I mean, almost all social media has a learning curve but Lemmy is one that if you don’t put in the effort you’re not going to learn it and use it. It’s not seamless to master.
Design for it is an offshoot of what developers made that work for them. There’s a gap between that and what the lay person who grew up with phone apps are willing to put up with.
I know Lemmy will grow and develop. But there’s going to be a bleed off of active users from these waves of new members. I’m hoping that the communities grow fast and that the phone app is designed with the average high school kid or octogenarian in mind.
If I wasn’t a kid who grew up figuring out driver issues or the blue screen of death in Windows all of the time I may have moved on after my first couple of hours with Lemmy.
Truly. I want to see the platform grow and flourish. But it has some hurdles.
Lemmy is a fantastic reminder of what Reddit used to be like. There’s something relaxing and fulfilling about being surrounded by like-minded individuals who are here for good. Once it becomes too large and easy to navigate, you get flooded with trolls and creeps. I honestly don’t care what happens to reddit at this point. The blackout and upcoming loss of third-party apps has converted me to Lemmy for the foreseeable future.
100% this, and it’s why I still used old.reddit.com, because the new reddit site is just awful.
What I will say is there is less “noise” on our lemmy/discussion forums, and distinctly higher quality posts. This is something we’d like to encourage long term, particularly when people ask questions already answered quite clearly on our website.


**PROBLEM STATEMENT**
Within the data below, copy each line where the string "aquifer" is found.
START SUPPLIED MATERIAL
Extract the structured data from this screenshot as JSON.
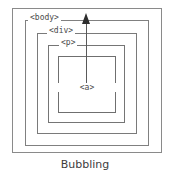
{
  "diagram": {
    "title": "Bubbling",
    "caption": "Bubbling",
    "type": "event-propagation-nesting",
    "background_color": "#ffffff",
    "border_color": "#7d7d7d",
    "text_color": "#4a4a4a",
    "arrow_color": "#2e2e2e",
    "arrow": {
      "name": "bubbling-arrow",
      "direction": "up",
      "from": "<a>",
      "to": "<body>",
      "description": "event bubbles upward from innermost element to outermost"
    },
    "boxes": [
      {
        "id": "outer",
        "label": "",
        "level": 0
      },
      {
        "id": "body",
        "label": "<body>",
        "level": 1
      },
      {
        "id": "div",
        "label": "<div>",
        "level": 2
      },
      {
        "id": "p",
        "label": "<p>",
        "level": 3
      },
      {
        "id": "a",
        "label": "<a>",
        "level": 4
      }
    ]
  }
}
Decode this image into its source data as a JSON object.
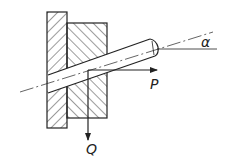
{
  "diagram": {
    "labels": {
      "angle": "α",
      "force_horizontal": "P",
      "force_vertical": "Q"
    },
    "colors": {
      "stroke": "#222222",
      "background": "#ffffff"
    }
  }
}
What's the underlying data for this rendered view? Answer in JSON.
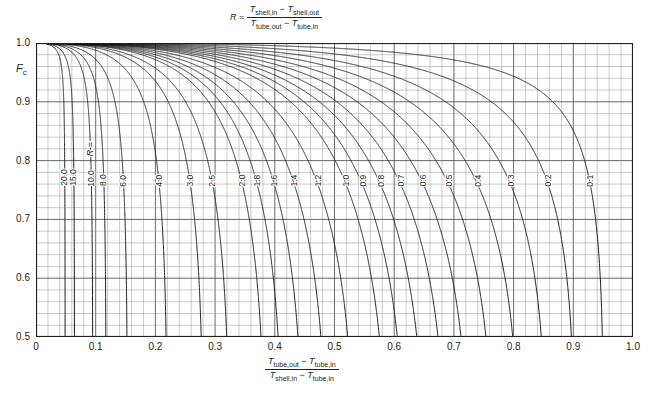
{
  "chart_data": {
    "type": "line",
    "title": "",
    "xlabel": "(T_tube,out - T_tube,in) / (T_shell,in - T_tube,in)",
    "ylabel": "Fc",
    "xlim": [
      0,
      1.0
    ],
    "ylim": [
      0.5,
      1.0
    ],
    "grid": true,
    "x_ticks": [
      "0",
      "0.1",
      "0.2",
      "0.3",
      "0.4",
      "0.5",
      "0.6",
      "0.7",
      "0.8",
      "0.9",
      "1.0"
    ],
    "y_ticks": [
      "0.5",
      "0.6",
      "0.7",
      "0.8",
      "0.9",
      "1.0"
    ],
    "x_minor_step": 0.02,
    "y_minor_step": 0.02,
    "parameter_symbol": "R",
    "parameter_prefix": "R =",
    "legend_position": "inline-curve-labels",
    "series": [
      {
        "name": "20.0",
        "R": 20.0
      },
      {
        "name": "15.0",
        "R": 15.0
      },
      {
        "name": "10.0",
        "R": 10.0
      },
      {
        "name": "8.0",
        "R": 8.0
      },
      {
        "name": "6.0",
        "R": 6.0
      },
      {
        "name": "4.0",
        "R": 4.0
      },
      {
        "name": "3.0",
        "R": 3.0
      },
      {
        "name": "2.5",
        "R": 2.5
      },
      {
        "name": "2.0",
        "R": 2.0
      },
      {
        "name": "1.8",
        "R": 1.8
      },
      {
        "name": "1.6",
        "R": 1.6
      },
      {
        "name": "1.4",
        "R": 1.4
      },
      {
        "name": "1.2",
        "R": 1.2
      },
      {
        "name": "1.0",
        "R": 1.0
      },
      {
        "name": "0.9",
        "R": 0.9
      },
      {
        "name": "0.8",
        "R": 0.8
      },
      {
        "name": "0.7",
        "R": 0.7
      },
      {
        "name": "0.6",
        "R": 0.6
      },
      {
        "name": "0.5",
        "R": 0.5
      },
      {
        "name": "0.4",
        "R": 0.4
      },
      {
        "name": "0.3",
        "R": 0.3
      },
      {
        "name": "0.2",
        "R": 0.2
      },
      {
        "name": "0.1",
        "R": 0.1
      }
    ]
  },
  "axes": {
    "y_label_text": "F",
    "y_label_sub": "c",
    "x_ticks": [
      "0",
      "0.1",
      "0.2",
      "0.3",
      "0.4",
      "0.5",
      "0.6",
      "0.7",
      "0.8",
      "0.9",
      "1.0"
    ],
    "y_ticks": [
      "1.0",
      "0.9",
      "0.8",
      "0.7",
      "0.6",
      "0.5"
    ]
  },
  "top_formula": {
    "lhs": "R",
    "equals": "=",
    "num_a": "T",
    "num_a_sub": "shell,in",
    "minus": "−",
    "num_b": "T",
    "num_b_sub": "shell,out",
    "den_a": "T",
    "den_a_sub": "tube,out",
    "den_b": "T",
    "den_b_sub": "tube,in"
  },
  "bottom_formula": {
    "num_a": "T",
    "num_a_sub": "tube,out",
    "minus": "−",
    "num_b": "T",
    "num_b_sub": "tube,in",
    "den_a": "T",
    "den_a_sub": "shell,in",
    "den_b": "T",
    "den_b_sub": "tube,in"
  },
  "curve_labels": {
    "r_prefix": "R",
    "r_equals": "=",
    "values": [
      "20.0",
      "15.0",
      "10.0",
      "8.0",
      "6.0",
      "4.0",
      "3.0",
      "2.5",
      "2.0",
      "1.8",
      "1.6",
      "1.4",
      "1.2",
      "1.0",
      "0.9",
      "0.8",
      "0.7",
      "0.6",
      "0.5",
      "0.4",
      "0.3",
      "0.2",
      "0.1"
    ]
  },
  "colors": {
    "curve": "#231f20",
    "grid_major": "#58585b",
    "grid_minor": "#939598",
    "frame": "#231f20",
    "text": "#231f20",
    "background": "#ffffff"
  }
}
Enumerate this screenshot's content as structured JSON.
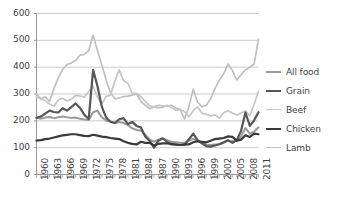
{
  "chart_data": {
    "type": "line",
    "title": "",
    "xlabel": "",
    "ylabel": "",
    "ylim": [
      0,
      600
    ],
    "ytick_values": [
      0,
      100,
      200,
      300,
      400,
      500,
      600
    ],
    "ytick_labels": [
      "0",
      "100",
      "200",
      "300",
      "400",
      "500",
      "600"
    ],
    "grid": true,
    "legend_position": "right",
    "x": [
      1960,
      1961,
      1962,
      1963,
      1964,
      1965,
      1966,
      1967,
      1968,
      1969,
      1970,
      1971,
      1972,
      1973,
      1974,
      1975,
      1976,
      1977,
      1978,
      1979,
      1980,
      1981,
      1982,
      1983,
      1984,
      1985,
      1986,
      1987,
      1988,
      1989,
      1990,
      1991,
      1992,
      1993,
      1994,
      1995,
      1996,
      1997,
      1998,
      1999,
      2000,
      2001,
      2002,
      2003,
      2004,
      2005,
      2006,
      2007,
      2008,
      2009,
      2010,
      2011
    ],
    "xtick_labels": [
      "1960",
      "1963",
      "1966",
      "1969",
      "1972",
      "1975",
      "1978",
      "1981",
      "1984",
      "1987",
      "1990",
      "1993",
      "1996",
      "1999",
      "2002",
      "2005",
      "2008",
      "2011"
    ],
    "xtick_years": [
      1960,
      1963,
      1966,
      1969,
      1972,
      1975,
      1978,
      1981,
      1984,
      1987,
      1990,
      1993,
      1996,
      1999,
      2002,
      2005,
      2008,
      2011
    ],
    "series": [
      {
        "name": "All food",
        "color": "#9a9a9a",
        "width": 2.0,
        "values": [
          212,
          208,
          212,
          214,
          210,
          213,
          216,
          213,
          211,
          212,
          208,
          205,
          203,
          232,
          238,
          213,
          200,
          198,
          192,
          196,
          192,
          184,
          172,
          166,
          164,
          148,
          130,
          122,
          130,
          133,
          128,
          122,
          120,
          118,
          118,
          125,
          133,
          126,
          118,
          112,
          110,
          112,
          113,
          118,
          126,
          124,
          126,
          142,
          173,
          152,
          160,
          176
        ]
      },
      {
        "name": "Grain",
        "color": "#565656",
        "width": 2.2,
        "values": [
          211,
          216,
          227,
          238,
          233,
          231,
          247,
          238,
          251,
          265,
          248,
          222,
          207,
          390,
          330,
          253,
          212,
          196,
          192,
          206,
          210,
          188,
          196,
          181,
          175,
          141,
          125,
          100,
          126,
          135,
          121,
          112,
          112,
          110,
          110,
          131,
          152,
          128,
          116,
          106,
          104,
          108,
          113,
          120,
          128,
          118,
          128,
          163,
          231,
          181,
          202,
          232
        ]
      },
      {
        "name": "Beef",
        "color": "#c6c6c6",
        "width": 1.7,
        "values": [
          290,
          281,
          275,
          262,
          254,
          278,
          284,
          274,
          281,
          295,
          293,
          288,
          310,
          330,
          288,
          262,
          291,
          296,
          348,
          390,
          350,
          340,
          302,
          302,
          290,
          272,
          256,
          251,
          248,
          250,
          258,
          250,
          240,
          242,
          235,
          215,
          238,
          252,
          228,
          225,
          218,
          222,
          210,
          230,
          238,
          229,
          222,
          229,
          237,
          218,
          262,
          310
        ]
      },
      {
        "name": "Chicken",
        "color": "#3a3a3a",
        "width": 2.2,
        "values": [
          126,
          128,
          132,
          134,
          138,
          142,
          146,
          148,
          150,
          150,
          147,
          144,
          143,
          148,
          145,
          141,
          139,
          136,
          134,
          132,
          124,
          118,
          114,
          112,
          122,
          118,
          118,
          108,
          114,
          116,
          116,
          114,
          111,
          110,
          112,
          112,
          120,
          124,
          122,
          120,
          126,
          132,
          134,
          136,
          142,
          140,
          126,
          130,
          146,
          140,
          152,
          150
        ]
      },
      {
        "name": "Lamb",
        "color": "#c0c0c0",
        "width": 1.7,
        "values": [
          300,
          282,
          290,
          272,
          320,
          360,
          392,
          410,
          415,
          425,
          445,
          448,
          462,
          520,
          462,
          408,
          352,
          305,
          282,
          285,
          290,
          292,
          296,
          300,
          272,
          258,
          245,
          252,
          258,
          256,
          255,
          258,
          248,
          242,
          206,
          252,
          318,
          270,
          252,
          258,
          282,
          320,
          352,
          375,
          412,
          388,
          352,
          372,
          390,
          400,
          412,
          505
        ]
      }
    ]
  },
  "legend": {
    "items": [
      {
        "label": "All food"
      },
      {
        "label": "Grain"
      },
      {
        "label": "Beef"
      },
      {
        "label": "Chicken"
      },
      {
        "label": "Lamb"
      }
    ]
  },
  "bottom_artifact": {
    "text": ""
  }
}
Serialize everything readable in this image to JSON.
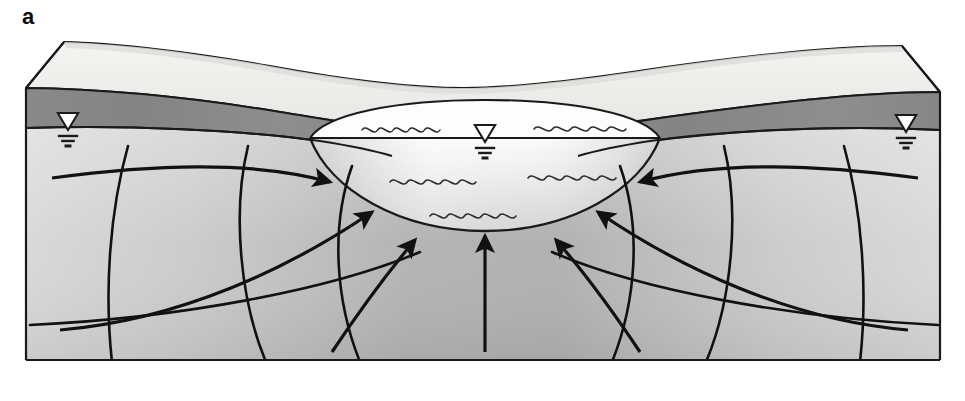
{
  "figure": {
    "panel_label": "a",
    "caption_text": "",
    "title": "",
    "type": "hydrogeologic block diagram"
  },
  "colors": {
    "background": "#ffffff",
    "outline": "#1a1a1a",
    "land_surface_top": "#eeeeec",
    "land_surface_top_shadow": "#e3e3e1",
    "unsaturated_zone": "#8c8c8c",
    "unsaturated_zone_dark": "#7a7a7a",
    "saturated_zone_light": "#d6d6d6",
    "saturated_zone_mid": "#c2c2c2",
    "saturated_zone_dark": "#a8a8a8",
    "lake_surface": "#fdfdfd",
    "lake_body_light": "#f2f2f2",
    "lake_body_mid": "#d9d9d9",
    "flow_line": "#111111",
    "wave_line": "#2b2b2b",
    "water_table_symbol_fill": "#ffffff"
  },
  "geometry": {
    "canvas": {
      "width": 965,
      "height": 401
    },
    "block": {
      "left_edge_x": 26,
      "right_edge_x": 940,
      "front_top_y": 88,
      "bottom_y": 360,
      "back_offset_x": 38,
      "back_offset_y": 46
    },
    "water_table_front_y_left": 128,
    "water_table_front_y_right": 130,
    "lake": {
      "center_x": 485,
      "surface_y": 138,
      "half_width": 175,
      "rim_rise": 22,
      "bottom_depth": 92
    }
  },
  "elements": {
    "land_surface": {
      "name": "land surface (topographic top of block)"
    },
    "unsaturated_zone": {
      "name": "unsaturated zone / vadose zone band"
    },
    "saturated_zone": {
      "name": "saturated zone / aquifer"
    },
    "lake": {
      "name": "lake"
    },
    "lake_water_surface": {
      "name": "lake water surface"
    },
    "block_bottom": {
      "name": "impermeable base of aquifer"
    }
  },
  "water_table_symbols": [
    {
      "id": "wt-left",
      "x": 68,
      "y": 120,
      "size": 17,
      "lines": 3,
      "label": "water table symbol left"
    },
    {
      "id": "wt-lake",
      "x": 485,
      "y": 132,
      "size": 17,
      "lines": 3,
      "label": "water table symbol lake"
    },
    {
      "id": "wt-right",
      "x": 906,
      "y": 122,
      "size": 17,
      "lines": 3,
      "label": "water table symbol right"
    }
  ],
  "flow_arrows": [
    {
      "id": "fa-l1",
      "label": "flow arrow far left upper",
      "path": "M 52,178 C 150,165 250,160 330,182",
      "head_angle": 22
    },
    {
      "id": "fa-l2",
      "label": "flow arrow left mid",
      "path": "M 60,330 C 180,320 290,268 372,212",
      "head_angle": 38
    },
    {
      "id": "fa-l3",
      "label": "flow arrow left inner",
      "path": "M 332,352 C 360,310 388,272 415,240",
      "head_angle": 52
    },
    {
      "id": "fa-c1",
      "label": "flow arrow center vertical",
      "path": "M 485,352 L 485,236",
      "head_angle": 90
    },
    {
      "id": "fa-r3",
      "label": "flow arrow right inner",
      "path": "M 640,352 C 612,310 584,272 556,240",
      "head_angle": 128
    },
    {
      "id": "fa-r2",
      "label": "flow arrow right mid",
      "path": "M 908,330 C 790,320 680,268 598,212",
      "head_angle": 142
    },
    {
      "id": "fa-r1",
      "label": "flow arrow far right upper",
      "path": "M 918,178 C 820,165 720,160 640,182",
      "head_angle": 158
    }
  ],
  "equipotential_lines": [
    {
      "id": "eq-l1",
      "label": "equipotential left outer",
      "path": "M 128,146 C 110,210 104,290 112,362"
    },
    {
      "id": "eq-l2",
      "label": "equipotential left inner",
      "path": "M 248,146 C 232,212 240,300 266,362"
    },
    {
      "id": "eq-l3",
      "label": "equipotential left near-lake",
      "path": "M 352,166 C 330,228 336,302 360,362"
    },
    {
      "id": "eq-r3",
      "label": "equipotential right near-lake",
      "path": "M 620,166 C 642,228 636,302 612,362"
    },
    {
      "id": "eq-r2",
      "label": "equipotential right inner",
      "path": "M 724,146 C 740,212 732,300 706,362"
    },
    {
      "id": "eq-r1",
      "label": "equipotential right outer",
      "path": "M 844,146 C 862,210 868,290 860,362"
    },
    {
      "id": "eq-b1",
      "label": "equipotential band lower left",
      "path": "M 30,325 C 180,318 330,290 420,252"
    },
    {
      "id": "eq-b2",
      "label": "equipotential band lower right",
      "path": "M 938,325 C 790,318 640,290 552,252"
    }
  ],
  "wave_marks": [
    {
      "id": "wv-1",
      "label": "lake wave mark upper left",
      "x": 362,
      "y": 130,
      "w": 78,
      "amp": 3.4
    },
    {
      "id": "wv-2",
      "label": "lake wave mark upper right",
      "x": 534,
      "y": 129,
      "w": 92,
      "amp": 3.4
    },
    {
      "id": "wv-3",
      "label": "lake wave mark mid left",
      "x": 390,
      "y": 182,
      "w": 86,
      "amp": 3.6
    },
    {
      "id": "wv-4",
      "label": "lake wave mark mid right",
      "x": 528,
      "y": 178,
      "w": 88,
      "amp": 3.6
    },
    {
      "id": "wv-5",
      "label": "lake wave mark lower center",
      "x": 430,
      "y": 216,
      "w": 86,
      "amp": 3.6
    }
  ]
}
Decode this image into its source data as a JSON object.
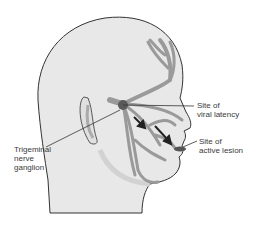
END SUPPLIED MATERIAL
**EXERCISE SOLUTION**
      "name": "saturated zone / aquifer"
      "name": "impermeable base of aquifer"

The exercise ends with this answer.